King Charles will embrace regular overseas trips next year as he adapts to living with cancer, a spokesperson for His Majesty said on Saturday.
Charles will travel abroad during the spring and autumn, the traditional periods for official foreign royal visits, provided doctors sanction the trips. The news comes after the King and Queen returned from their 10-day tour of Australia and Samoa.
A spokesperson for Buckingham Palace confirmed: "We’re now working on a pretty normal-looking full overseas tour programme for next year, which is a high point for us, knowing that we can think in those terms."
There was no update on the King’s health or the progress of his treatment. The spokesperson added that the King "genuinely loved" the tour and "genuinely thrived" on the Australian and Samoan programme, which ended on Saturday, as it lifted “his spirits, his mood, and his recovery."
They added: "In that sense, the tour, despite its demands, has been the perfect tonic." He went on to say the monarch draws great strength from the Queen’s presence, particularly as she "keeps it real."
Australia was a significant visit for Charles as it marked his first trip to the country as King, and in Samoa, he opened a major Commonwealth summit.
Commenting on Charles’s decision to undertake the tour, the official said: "I think it’s a great testament to the King’s devotion to service and duty that he was prepared to come this far. He was incredibly happy and very, very determined to do so."
The King has been receiving treatment as an outpatient for an undisclosed form of cancer since February. Initially, he postponed all public-facing duties, continuing to work behind the scenes, and resumed events with the public in late April.
Regarding the large number of events the King attended during the recent tour, the palace official commented: "It is also a great measure of how the King is dealing with the diagnosis. He’s a great believer in mind, body, and soul, and this combination works very well on a visit like this. He feels that sense of duty so strongly that keeping his mind and soul engaged, with the doctor ensuring his body is properly looked after, creates a very successful visit under these circumstances."
During his recent overseas visit, the King had a VIP team on board to ensure he stayed well. According to royal reporter Gordon Rayner, who has been on 20 royal tours, the monarch is always accompanied by a Royal Navy doctor on his travels, who will have researched the nearest hospitals in advance.
The King also had packs of blood travelling in convoy. "You’ve got to make sure that you’re covering every eventuality, and the aircraft would carry blood in case a transfusion was needed," former press secretary to the Queen, Dickie Arbiter, told HELLO! when asked why they carried blood with them.
"There’s never any guarantee you are going to get the right type of blood at your destination," he added.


• _WORK TO COMPLETE_: Nothing but the records, transcribed verbatim and stripped of images, should appear in the answer.

Figure record listings

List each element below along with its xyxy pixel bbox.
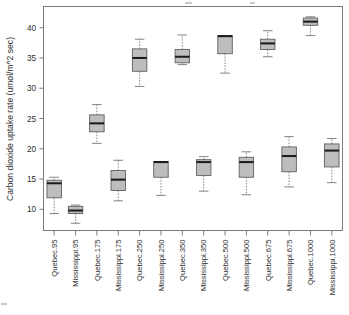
box-iqr xyxy=(218,36,233,54)
y-tick-label: 40 xyxy=(27,24,37,33)
y-tick-label: 10 xyxy=(27,205,37,214)
plot-frame xyxy=(44,7,343,231)
x-tick-label: Quebec.350 xyxy=(178,240,187,281)
x-tick-label: Quebec.675 xyxy=(264,240,273,281)
boxplot-box xyxy=(90,105,105,144)
x-tick-label: Quebec.175 xyxy=(93,240,102,281)
box-iqr xyxy=(132,49,147,71)
x-tick-label: Mississippi.95 xyxy=(71,240,80,287)
box-iqr xyxy=(239,157,254,177)
x-tick-label: Mississippi.250 xyxy=(157,240,166,292)
boxplot-box xyxy=(282,137,297,187)
y-tick-label: 35 xyxy=(27,54,37,63)
x-tick-label: Mississippi.500 xyxy=(242,240,251,292)
boxplot-box xyxy=(196,157,211,192)
y-tick-label: 30 xyxy=(27,84,37,93)
boxplot-box xyxy=(154,161,169,195)
x-tick-label: Quebec.95 xyxy=(50,240,59,277)
boxplot-figure: 10152025303540 Carbon dioxide uptake rat… xyxy=(0,0,349,315)
plot-svg: 10152025303540 Carbon dioxide uptake rat… xyxy=(0,0,349,315)
x-tick-label: Mississippi.675 xyxy=(285,240,294,292)
boxplot-box xyxy=(303,17,318,36)
boxplot-series xyxy=(47,17,339,223)
box-iqr xyxy=(154,161,169,177)
box-iqr xyxy=(325,144,340,167)
boxplot-box xyxy=(261,31,276,57)
boxplot-box xyxy=(325,138,340,182)
x-tick-label: Quebec.250 xyxy=(135,240,144,281)
boxplot-box xyxy=(111,160,126,201)
boxplot-box xyxy=(218,36,233,74)
x-tick-label: Quebec.1000 xyxy=(306,240,315,286)
boxplot-box xyxy=(47,177,62,213)
boxplot-box xyxy=(239,152,254,195)
x-tick-label: Quebec.500 xyxy=(221,240,230,281)
boxplot-box xyxy=(132,39,147,86)
scan-speck xyxy=(185,2,192,4)
y-tick-label: 25 xyxy=(27,115,37,124)
scan-speck xyxy=(1,303,7,305)
scan-speck xyxy=(250,2,255,4)
y-axis: 10152025303540 xyxy=(27,24,44,215)
y-tick-label: 15 xyxy=(27,175,37,184)
x-tick-label: Mississippi.350 xyxy=(199,240,208,292)
x-tick-label: Mississippi.175 xyxy=(114,240,123,292)
y-axis-title: Carbon dioxide uptake rate (umol/m^2 sec… xyxy=(5,37,15,201)
box-iqr xyxy=(282,147,297,172)
boxplot-box xyxy=(175,35,190,65)
x-axis: Quebec.95Mississippi.95Quebec.175Mississ… xyxy=(50,231,337,296)
x-tick-label: Mississippi.1000 xyxy=(328,240,337,296)
boxplot-box xyxy=(68,205,83,223)
y-tick-label: 20 xyxy=(27,145,37,154)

• _PROBLEM SOLUTION_:
List each element below along with its xyxy pixel bbox.
box-iqr xyxy=(218,36,233,54)
y-tick-label: 40 xyxy=(27,24,37,33)
y-tick-label: 10 xyxy=(27,205,37,214)
plot-frame xyxy=(44,7,343,231)
x-tick-label: Quebec.350 xyxy=(178,240,187,281)
x-tick-label: Quebec.675 xyxy=(264,240,273,281)
boxplot-box xyxy=(90,105,105,144)
x-tick-label: Quebec.175 xyxy=(93,240,102,281)
box-iqr xyxy=(132,49,147,71)
x-tick-label: Mississippi.95 xyxy=(71,240,80,287)
box-iqr xyxy=(239,157,254,177)
x-tick-label: Mississippi.250 xyxy=(157,240,166,292)
boxplot-box xyxy=(282,137,297,187)
y-tick-label: 35 xyxy=(27,54,37,63)
x-tick-label: Mississippi.500 xyxy=(242,240,251,292)
boxplot-box xyxy=(196,157,211,192)
y-tick-label: 30 xyxy=(27,84,37,93)
boxplot-box xyxy=(154,161,169,195)
x-tick-label: Quebec.95 xyxy=(50,240,59,277)
boxplot-figure: 10152025303540 Carbon dioxide uptake rat… xyxy=(0,0,349,315)
plot-svg: 10152025303540 Carbon dioxide uptake rat… xyxy=(0,0,349,315)
x-tick-label: Mississippi.675 xyxy=(285,240,294,292)
boxplot-box xyxy=(303,17,318,36)
boxplot-series xyxy=(47,17,339,223)
box-iqr xyxy=(154,161,169,177)
box-iqr xyxy=(325,144,340,167)
boxplot-box xyxy=(261,31,276,57)
boxplot-box xyxy=(325,138,340,182)
x-tick-label: Quebec.250 xyxy=(135,240,144,281)
boxplot-box xyxy=(111,160,126,201)
boxplot-box xyxy=(218,36,233,74)
x-tick-label: Quebec.1000 xyxy=(306,240,315,286)
boxplot-box xyxy=(47,177,62,213)
boxplot-box xyxy=(239,152,254,195)
x-tick-label: Quebec.500 xyxy=(221,240,230,281)
boxplot-box xyxy=(132,39,147,86)
scan-speck xyxy=(185,2,192,4)
y-tick-label: 25 xyxy=(27,115,37,124)
scan-speck xyxy=(1,303,7,305)
scan-speck xyxy=(250,2,255,4)
y-axis: 10152025303540 xyxy=(27,24,44,215)
y-tick-label: 15 xyxy=(27,175,37,184)
x-tick-label: Mississippi.350 xyxy=(199,240,208,292)
x-tick-label: Mississippi.175 xyxy=(114,240,123,292)
y-axis-title: Carbon dioxide uptake rate (umol/m^2 sec… xyxy=(5,37,15,201)
box-iqr xyxy=(282,147,297,172)
boxplot-box xyxy=(175,35,190,65)
x-axis: Quebec.95Mississippi.95Quebec.175Mississ… xyxy=(50,231,337,296)
x-tick-label: Mississippi.1000 xyxy=(328,240,337,296)
boxplot-box xyxy=(68,205,83,223)
y-tick-label: 20 xyxy=(27,145,37,154)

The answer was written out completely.